Title II: Too Close to Call

WASHINGTON — Within the marbled walls of a federal courtroom, three judges of the U.S. Court of Appeals for the D.C. Circuit probed both sides of an issue that may have sweeping implications for the future of the Internet: How much power should the government wield over the most powerful communication platform on the planet?

The Federal Communications Commission said it must regulate Internet access, even perceived potential broadband access threats, because Internet-service providers have the incentive and ability to harm competitors and consumers’ access to websites, a point the agency’s general counsel made clear to the court.

To prevent that from happening, the FCC said it needs bright-line rules — against blocking, degrading and paid prioritization, and a general-conduct rule — as well as the muscle of common-carrier regulations under Title II of the Communications Act — to support those outright bans.

ISPs and their allies said the FCC shifted gears after the White House signaled it wanted Title II and created rules, without sufficient notice, based on a reclassification of Internet access as a common-carrier telecommunications service, which it cannot justify.

Unless Congress follows through on promises to produce bipartisan legislation establishing the FCC’s authority for those bright-line rules without resorting to the common-carrier reclassification, the courts (perhaps ultimately the Supreme Court) could decide whether the FCC can regulate the Internet in the interests of promoting broadband.

These and other related issues were debated in a packed courtroom with an overflow audience accommodated in a separate room. The crowd was treated to an oral argument in which the judges seemed to be equal opportunity probers.

Unlike the oral argument in the first Open Internet order challenge, this one was much tougher to read, though there were signs that the FCC might have a tough time getting interconnections included under its reclassification of ISPs under Title II, and extending that to mobile as well as fixed broadband.

Presiding over the grilling this time around were Judge David Tatel (he was on the panel, and wrote the opinion, that rejected the previous net-neutrality rules), Judge Sri Srinivasan and Senior Judge Stephen Williams.

Before the argument, a friend of the FCC’s court argument predicted that the outcome would be sufficiently ambiguous for both sides to be able to claim some victories, and that appeared to be the case.

“Sometimes you walk out of an oral argument with a pretty good sense of which way the decision is going to go,” Randolph May, president of free-market think tank The Free State Foundation, said. “After witnessing the entire three-hour argument, to my mind, this was not one of those cases.”

The judges probed a host of complicated issues, including whether the FCC could extend its reclassification to mobile broadband, whether it had violated the First Amendment rights of ISPs, whether it had provided sufficient notice of its changes, whether it could include interconnection agreements under the Title II regime and whether its ban on paid prioritization passed judicial muster.

Notable lines of questioning included Tatel’s probing of ISP arguments that the FCC could not reclassify Internet access as an information service. Tatel asked why the Supreme Court decision in Brand X should not be read to give the FCC that authority. The response from ISP attorney Peter Keisler was that the judges in Brand X never posited that there was no element of information service, so the FCC could not dispense with it.

FCC general counsel John Sallet, who argued the case, countered that ISP service was transmission, and the DNS and caching ISPs do is to manage that telecom service, rather than being a separate information element. He said those functions had to be looked at in context, arguing that the same screw used to put together furniture did not have the same function (or importance) when used in a medical device.

Tatel also spent some time trying to get Sallet to explain why the FCC had changed gears from a defense based on Section 706 of the Telecommunications Act to Title II, saying the facts clearly hadn’t changed. Sallet said the FCC had concluded that bright-line rules were needed to prevent ISPs from threatening the virtuous circle.

Those looking to read the tea leaves will have some time to stir the pot. A decision would likely come in late first quarter or early second quarter of 2016, said one attorney experienced in awaiting the court’s rulings.

John Eggerton

Contributing editor John Eggerton has been an editor and/or writer on media regulation, legislation and policy for over four decades, including covering the FCC, FTC, Congress, the major media trade associations, and the federal courts. In addition to Multichannel News and Broadcasting + Cable, his work has appeared in Radio World, TV Technology, TV Fax, This Week in Consumer Electronics, Variety and the Encyclopedia Britannica.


# PROBLEM TO WORK ON
What you return should match the entries below exactly, only without the images.

[AVAILABLE DATA — start]

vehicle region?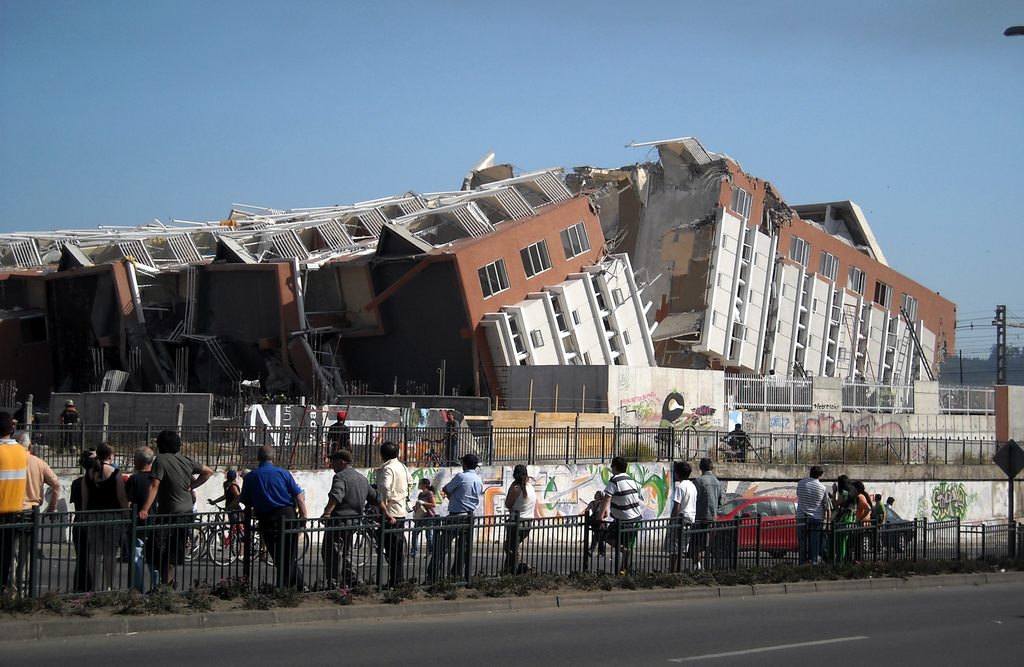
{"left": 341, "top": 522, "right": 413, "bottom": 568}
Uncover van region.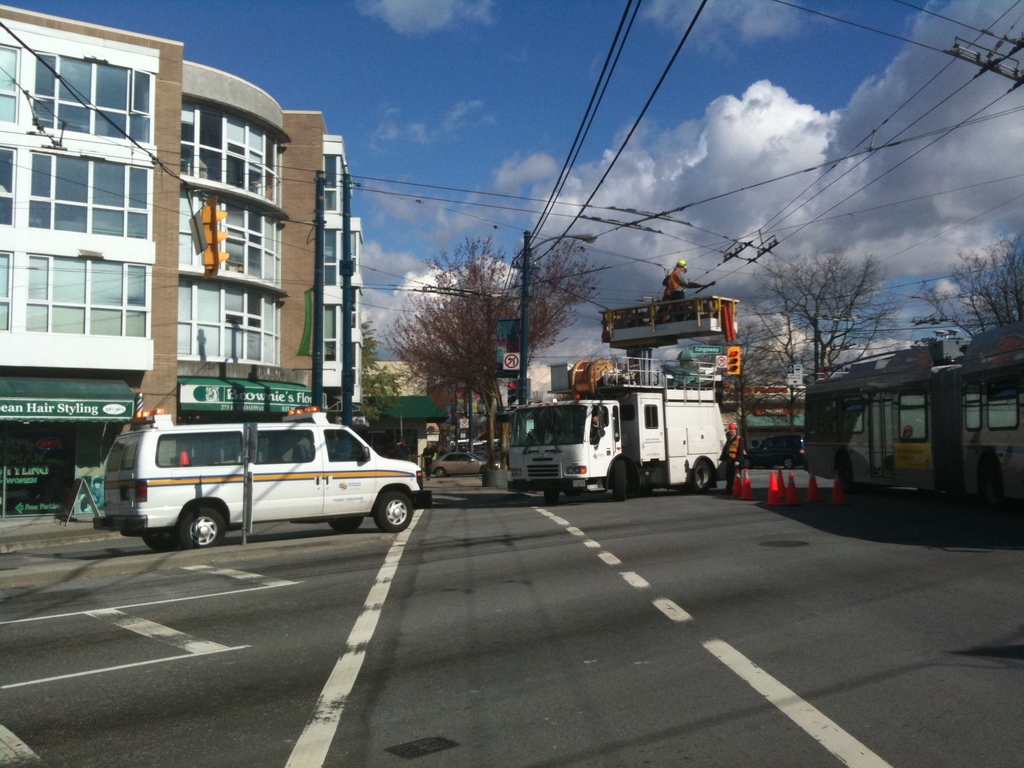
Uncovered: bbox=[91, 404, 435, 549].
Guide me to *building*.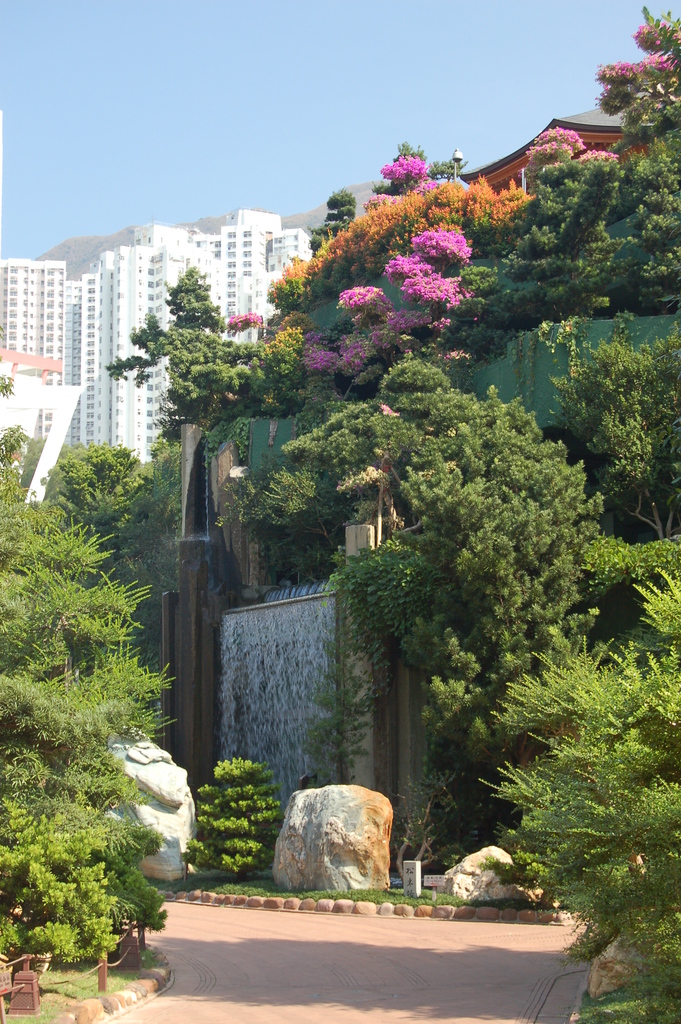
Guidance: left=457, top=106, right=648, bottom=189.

[AVAILABLE DATA — finish]

# REPLY
vehicle region?
{"left": 341, "top": 522, "right": 413, "bottom": 568}
Uncover van region.
Uncovered: bbox=[91, 404, 435, 549].
Guide me to *building*.
Guidance: left=457, top=106, right=648, bottom=189.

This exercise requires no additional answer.